A white plaster body cast of a pregnant woman entombs her contrasting caramel face that lies motionless (asleep, alive, entranced?) against a white institutional wall. The Mother Mold process of casting pregnant people in domestic construction materials is revealed with sedimentary layers of wall plaster on gauze, on indigo silicone, on waxed skin. Mother Molds and Death Masks were plaster and wax molds of guillotined royalty used as a proto-photographic document to globalize democracy during the French Revolution. Today, these tourist attractions can be seen at Madame Taussaud’s wax museum alongside pop icons like pregnant Beyonce. A series of iconic rituals including mama spas and belly casts have developed as middle class maternity status symbols, but remain unrecognized by museums and “high” culture institutions. Using the same techniques and materials as the death masks, the recent “belly cast” vernacular sculpture technique (alongside the “maternity photo shoot”) is a procreative signal of craft agency and ceremonial motherhood.
The Fissured suite of photographs are a polyptych altarpiece (9 photographs) depicting the Mama Spa Botanica process where black and brown pregnant people cast their pregnant bodies in vernacular Mother Mold belly casts, in collaboration with the artist and their reproductive health allies. Medically described, a fissure is an anatomical cleft or tear often associated with trauma during pregnancy. Architecturally, a fissure is the texture most commonly applied to asbestos drop ceiling tiles found in institutional settings including hospitals- often the last image a black or brown mother will see before delivering her child, and the first image a baby sees at birth.
The Linea Negra series photographs (2008-present) documents the inception of gender, power and race structures from slogans, slang, maxims and "old wives tales" to internalized, institutional violence. The works celebrate the melanin line appearing during gestation (most prominent in women of color) as a biological pieta; the first biographical mark on the procreative body and the first sign of our creative humanity.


#### [Task directions]
Write out the data word for word and drop any picture you find.

[Extracted records]

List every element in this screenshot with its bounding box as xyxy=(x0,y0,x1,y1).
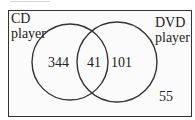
neither-count: 55 xyxy=(159,90,173,104)
both-count: 41 xyxy=(87,56,101,70)
cd-only-count: 344 xyxy=(48,56,69,70)
dvd-only-count: 101 xyxy=(111,56,132,70)
dvd-label-line2: player xyxy=(155,30,190,45)
dvd-label-line1: DVD xyxy=(155,15,190,30)
cd-player-label: CD player xyxy=(11,11,46,41)
cd-label-line2: player xyxy=(11,26,46,41)
cd-label-line1: CD xyxy=(11,11,46,26)
dvd-player-label: DVD player xyxy=(155,15,190,45)
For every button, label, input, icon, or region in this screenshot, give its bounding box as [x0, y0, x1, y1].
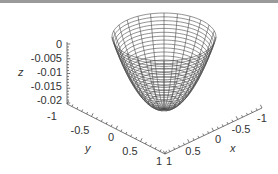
- axis-tick: [101, 120, 102, 122]
- y-tick-label: 0: [108, 131, 114, 143]
- axis-tick: [111, 125, 112, 127]
- axis-tick: [150, 145, 151, 147]
- axis-tick: [251, 111, 252, 113]
- x-tick-label: 0.5: [185, 145, 200, 157]
- axis-tick: [116, 126, 118, 129]
- axis-tick: [236, 116, 238, 119]
- z-axis-label: z: [17, 66, 24, 78]
- axis-tick: [160, 150, 161, 152]
- axis-tick: [256, 108, 257, 110]
- z-tick-label: -0.02: [37, 94, 62, 106]
- axis-tick: [96, 117, 97, 119]
- axis-tick: [217, 127, 218, 129]
- y-axis-label: y: [84, 142, 92, 154]
- paraboloid-3d-plot: 0 -0.005 -0.01 -0.015 -0.02 z -1 -0.5 0 …: [0, 0, 278, 174]
- z-tick-label: -0.005: [31, 52, 62, 64]
- surface-mesh: [112, 13, 216, 111]
- axis-tick: [198, 136, 199, 138]
- axis-tick: [246, 113, 247, 115]
- axis-tick: [82, 110, 83, 112]
- x-tick-label: -0.5: [232, 123, 251, 135]
- axis-tick: [208, 131, 209, 133]
- axis-tick: [179, 145, 180, 147]
- axis-tick: [72, 105, 73, 107]
- axis-tick: [260, 105, 262, 108]
- axis-tick: [121, 130, 122, 132]
- z-tick-label: -0.01: [37, 66, 62, 78]
- x-tick-label: 0: [215, 133, 221, 145]
- axis-tick: [203, 134, 204, 136]
- axis-tick: [222, 124, 223, 126]
- y-tick-label: -0.5: [71, 124, 90, 136]
- x-tick-label: 1: [166, 155, 172, 167]
- axis-tick: [188, 139, 190, 142]
- axis-tick: [145, 142, 146, 144]
- axis-tick: [212, 128, 214, 131]
- axis-tick: [242, 115, 243, 117]
- y-tick-label: -1: [47, 110, 57, 122]
- axis-tick: [131, 135, 132, 137]
- x-tick-label: -1: [257, 112, 267, 124]
- axis-tick: [232, 120, 233, 122]
- x-axis-label: x: [229, 142, 236, 154]
- axis-tick: [87, 112, 88, 114]
- axis-tick: [136, 137, 137, 139]
- z-tick-label: -0.015: [31, 80, 62, 92]
- axis-tick: [193, 138, 194, 140]
- axis-tick: [227, 122, 228, 124]
- axis-tick: [155, 147, 156, 149]
- y-tick-label: 1: [156, 155, 162, 167]
- axis-tick: [92, 113, 94, 116]
- axis-tick: [106, 122, 107, 124]
- axis-tick: [169, 150, 170, 152]
- axis-tick: [174, 147, 175, 149]
- z-axis: [67, 42, 70, 104]
- axis-tick: [77, 107, 78, 109]
- z-tick-label: 0: [56, 38, 62, 50]
- axis-tick: [141, 138, 143, 141]
- axis-tick: [183, 143, 184, 145]
- axis-tick: [126, 132, 127, 134]
- y-tick-label: 0.5: [122, 145, 137, 157]
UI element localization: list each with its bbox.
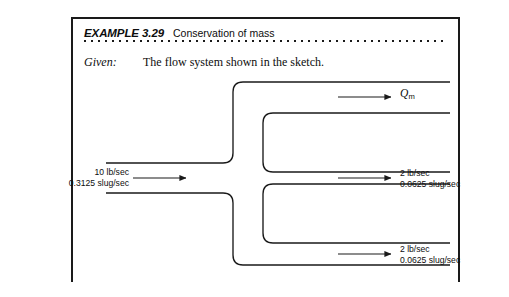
pipe-wall-top-branch-inner [263,113,450,172]
pipe-wall-outer-lower [106,193,450,265]
middle-outlet-weight-rate: 2 lb/sec [400,168,505,179]
inlet-flow-mass-rate: 0.3125 slug/sec [22,178,129,189]
bottom-outlet-weight-rate: 2 lb/sec [400,244,505,255]
top-outlet-subscript: m [409,92,415,101]
inlet-flow-weight-rate: 10 lb/sec [22,167,129,178]
bottom-outlet-flow-label: 2 lb/sec 0.0625 slug/sec [400,244,505,266]
pipe-wall-bottom-branch-inner [263,184,450,243]
pipe-walls [106,82,450,265]
bottom-outlet-mass-rate: 0.0625 slug/sec [400,255,505,266]
top-outlet-flow-label: Qm [400,87,415,99]
inlet-flow-label: 10 lb/sec 0.3125 slug/sec [22,167,129,189]
middle-outlet-mass-rate: 0.0625 slug/sec [400,179,505,190]
pipe-wall-outer-upper [106,82,450,163]
flow-direction-arrows [133,97,391,254]
top-outlet-symbol: Q [400,87,408,99]
example-figure-page: EXAMPLE 3.29Conservation of mass Given: … [0,0,509,297]
middle-outlet-flow-label: 2 lb/sec 0.0625 slug/sec [400,168,505,190]
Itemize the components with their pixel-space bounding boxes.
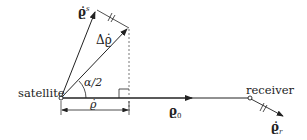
label-angle: α/2 (84, 76, 102, 89)
label-receiver: receiver (246, 83, 295, 97)
label-rho-0: ϱ0 (169, 104, 181, 120)
label-range-rate: ϱ̇ (90, 98, 97, 111)
right-angle-marker (119, 89, 129, 98)
label-delta-rho-dot: Δϱ̇ (96, 33, 112, 47)
label-satellite-velocity: ϱ̇s (78, 5, 90, 19)
receiver-velocity-vector (251, 99, 283, 116)
parallel-mark-1 (108, 13, 112, 21)
label-receiver-velocity: ϱ̇r (271, 120, 283, 136)
vector-diagram: ϱ̇s Δϱ̇ α/2 satellite receiver ϱ0 ϱ̇r ϱ̇ (0, 0, 307, 140)
label-satellite: satellite (18, 86, 65, 100)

#### [Solution for this exercise]
List every element in this screenshot with its bounding box as xyxy=(x0,y0,x1,y1).
neither-count: 55 xyxy=(159,90,173,104)
both-count: 41 xyxy=(87,56,101,70)
cd-only-count: 344 xyxy=(48,56,69,70)
dvd-only-count: 101 xyxy=(111,56,132,70)
dvd-label-line2: player xyxy=(155,30,190,45)
dvd-label-line1: DVD xyxy=(155,15,190,30)
cd-player-label: CD player xyxy=(11,11,46,41)
cd-label-line2: player xyxy=(11,26,46,41)
cd-label-line1: CD xyxy=(11,11,46,26)
dvd-player-label: DVD player xyxy=(155,15,190,45)
For every button, label, input, icon, or region in this screenshot, give its bounding box as [x0, y0, x1, y1].
- axis-tick: [101, 120, 102, 122]
- y-tick-label: 0: [108, 131, 114, 143]
- axis-tick: [111, 125, 112, 127]
- axis-tick: [150, 145, 151, 147]
- axis-tick: [251, 111, 252, 113]
- x-tick-label: 0.5: [185, 145, 200, 157]
- axis-tick: [116, 126, 118, 129]
- axis-tick: [236, 116, 238, 119]
- z-axis-label: z: [17, 66, 24, 78]
- axis-tick: [160, 150, 161, 152]
- axis-tick: [256, 108, 257, 110]
- z-tick-label: -0.02: [37, 94, 62, 106]
- axis-tick: [96, 117, 97, 119]
- axis-tick: [217, 127, 218, 129]
- y-axis-label: y: [84, 142, 92, 154]
- paraboloid-3d-plot: 0 -0.005 -0.01 -0.015 -0.02 z -1 -0.5 0 …: [0, 0, 278, 174]
- z-tick-label: -0.005: [31, 52, 62, 64]
- surface-mesh: [112, 13, 216, 111]
- axis-tick: [198, 136, 199, 138]
- axis-tick: [246, 113, 247, 115]
- axis-tick: [82, 110, 83, 112]
- x-tick-label: -0.5: [232, 123, 251, 135]
- axis-tick: [208, 131, 209, 133]
- axis-tick: [179, 145, 180, 147]
- axis-tick: [72, 105, 73, 107]
- axis-tick: [260, 105, 262, 108]
- axis-tick: [121, 130, 122, 132]
- z-tick-label: -0.01: [37, 66, 62, 78]
- x-tick-label: 0: [215, 133, 221, 145]
- axis-tick: [203, 134, 204, 136]
- axis-tick: [222, 124, 223, 126]
- y-tick-label: -0.5: [71, 124, 90, 136]
- x-tick-label: 1: [166, 155, 172, 167]
- axis-tick: [188, 139, 190, 142]
- axis-tick: [145, 142, 146, 144]
- axis-tick: [212, 128, 214, 131]
- axis-tick: [242, 115, 243, 117]
- y-tick-label: -1: [47, 110, 57, 122]
- axis-tick: [131, 135, 132, 137]
- x-tick-label: -1: [257, 112, 267, 124]
- axis-tick: [232, 120, 233, 122]
- x-axis-label: x: [229, 142, 236, 154]
- axis-tick: [87, 112, 88, 114]
- axis-tick: [136, 137, 137, 139]
- z-tick-label: -0.015: [31, 80, 62, 92]
- axis-tick: [193, 138, 194, 140]
- axis-tick: [227, 122, 228, 124]
- axis-tick: [155, 147, 156, 149]
- y-tick-label: 1: [156, 155, 162, 167]
- axis-tick: [92, 113, 94, 116]
- axis-tick: [106, 122, 107, 124]
- axis-tick: [169, 150, 170, 152]
- axis-tick: [174, 147, 175, 149]
- z-axis: [67, 42, 70, 104]
- axis-tick: [77, 107, 78, 109]
- z-tick-label: 0: [56, 38, 62, 50]
- axis-tick: [141, 138, 143, 141]
- axis-tick: [183, 143, 184, 145]
- axis-tick: [126, 132, 127, 134]
- y-tick-label: 0.5: [122, 145, 137, 157]
UI element localization: list each with its bbox.
pipe-wall-top-branch-inner [263,113,450,172]
pipe-wall-outer-lower [106,193,450,265]
middle-outlet-weight-rate: 2 lb/sec [400,168,505,179]
inlet-flow-mass-rate: 0.3125 slug/sec [22,178,129,189]
bottom-outlet-weight-rate: 2 lb/sec [400,244,505,255]
top-outlet-subscript: m [409,92,415,101]
inlet-flow-weight-rate: 10 lb/sec [22,167,129,178]
bottom-outlet-flow-label: 2 lb/sec 0.0625 slug/sec [400,244,505,266]
pipe-wall-bottom-branch-inner [263,184,450,243]
pipe-walls [106,82,450,265]
bottom-outlet-mass-rate: 0.0625 slug/sec [400,255,505,266]
top-outlet-flow-label: Qm [400,87,415,99]
inlet-flow-label: 10 lb/sec 0.3125 slug/sec [22,167,129,189]
middle-outlet-mass-rate: 0.0625 slug/sec [400,179,505,190]
pipe-wall-outer-upper [106,82,450,163]
flow-direction-arrows [133,97,391,254]
top-outlet-symbol: Q [400,87,408,99]
example-figure-page: EXAMPLE 3.29Conservation of mass Given: … [0,0,509,297]
middle-outlet-flow-label: 2 lb/sec 0.0625 slug/sec [400,168,505,190]
Itemize the components with their pixel-space bounding boxes.
label-angle: α/2 (84, 76, 102, 89)
label-receiver: receiver (246, 83, 295, 97)
label-rho-0: ϱ0 (169, 104, 181, 120)
label-range-rate: ϱ̇ (90, 98, 97, 111)
right-angle-marker (119, 89, 129, 98)
label-delta-rho-dot: Δϱ̇ (96, 33, 112, 47)
label-satellite-velocity: ϱ̇s (78, 5, 90, 19)
receiver-velocity-vector (251, 99, 283, 116)
parallel-mark-1 (108, 13, 112, 21)
label-receiver-velocity: ϱ̇r (271, 120, 283, 136)
vector-diagram: ϱ̇s Δϱ̇ α/2 satellite receiver ϱ0 ϱ̇r ϱ̇ (0, 0, 307, 140)
label-satellite: satellite (18, 86, 65, 100)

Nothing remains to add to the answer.